Minnesota United veteran forward Fanendo Adi goes home Sunday to Portland and a Providence Park field where he starred for five seasons with the Timbers and became a footnote in Loons history as well.
Minnesota United veteran Fanendo Adi knows this next playoff opponent very well
Adi scored 54 goals in four-plus seasons with the Portland Timbers before stops in Cincinnati, Columbus and now with the Loons.
Adi scored Portland's final two goals in the Loons' very first game, a 5-1 loss that opened their inaugural 2017 season.
"I remember that game very well," Adi said all these years later.
So, too, does Adrian Heath, who coached his first game for the franchise that night.
"They had a good team; we weren't as good as we are," Heath said deadpan about a Loons team whose only remaining player is Brent Kallman.
The Loons reached the MLS Cup playoffs for a third consecutive season with a 3-3 Decision Day draw at LA Galaxy two weeks ago.

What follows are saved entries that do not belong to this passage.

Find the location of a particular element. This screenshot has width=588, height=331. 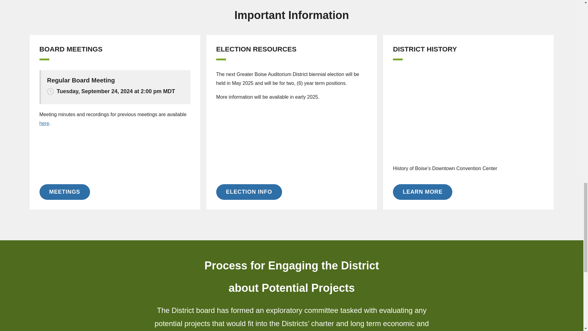

ELECTION INFO is located at coordinates (249, 192).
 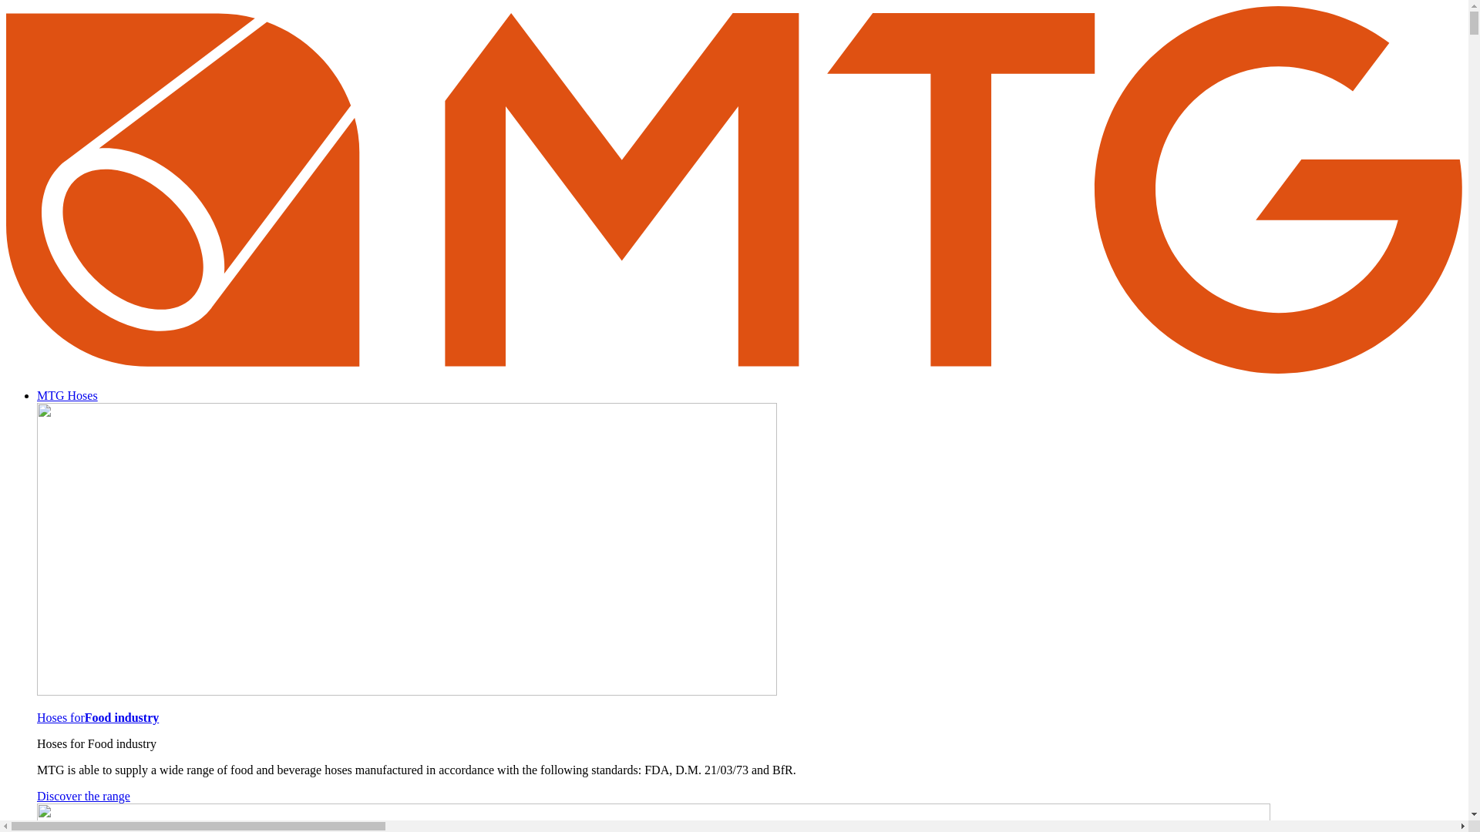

They now play a Timbers team that hasn't beaten them the past five meetings in all competitions, dating to an April 14, 2018, loss at Portland.
The Loons are 4-0-1 in those five games.
Adi still played for Portland then. A gifted goal striker, Nigerian born and raised, he scored 54 goals in those four-plus seasons with the Timbers, including 16 each in their 2015 MLS Cup season and 2016, too.
Now he's going home to Portland, where he still lives with his wife and two children.
"That's going to be interesting," Adi said. "I haven't played there since I left, so it's going to be a good return. I'm looking forward to it."
He played 12 games for FC Cincinnati in its 2019 expansion season after Portland traded him for nearly $1 million in allocation money. Adi was cited for speeding and drunken driving in March 2019, and Cincinnati waived him the next winter. He played 11 games for MLS Cup champion Columbus in the pandemic-shortened 2020 season.
Adi was 30 and seeking a team all season when the Loons signed him in late August after a training trial. They needed depth and experience in a season hit by injuries and international-duty absences. He came recommended by Loons assistant coach Sean McAuley, who coached him in Portland.
The Loons signed him for the season's finish, with a team option for 2022. Heath called Adi — 6-4 and able to possess the ball at both ends — a "different body in a different shape for us. We needed another body there."
Heath also called him a player who can enter late in a game to score a goal or defend one under pressure, which the Loons certainly were in L.A.
Like Ozzie Alonso, Adi knows all about being on a championship team, twice. The Loons reached the Western Conference final last year.
"I'll help the team any way I can," Adi said. "My experience will play a huge part. I can talk to the guys. They've been in the playoffs, almost won the conference last year. But to get all the way to win is a different scenario.
"Portland will be a very difficult team to play against. We've had good results against them, but I just have the feeling it's going to be a tough one. It's in Portland. It's a playoff game. We need to go out there very ready for them."
Minnesota started only two strikers against Seattle, leaving Sang Bin Jeong and Joseph Rosales to provide the width behind Teemu Pukki and Kelvin Yeboah.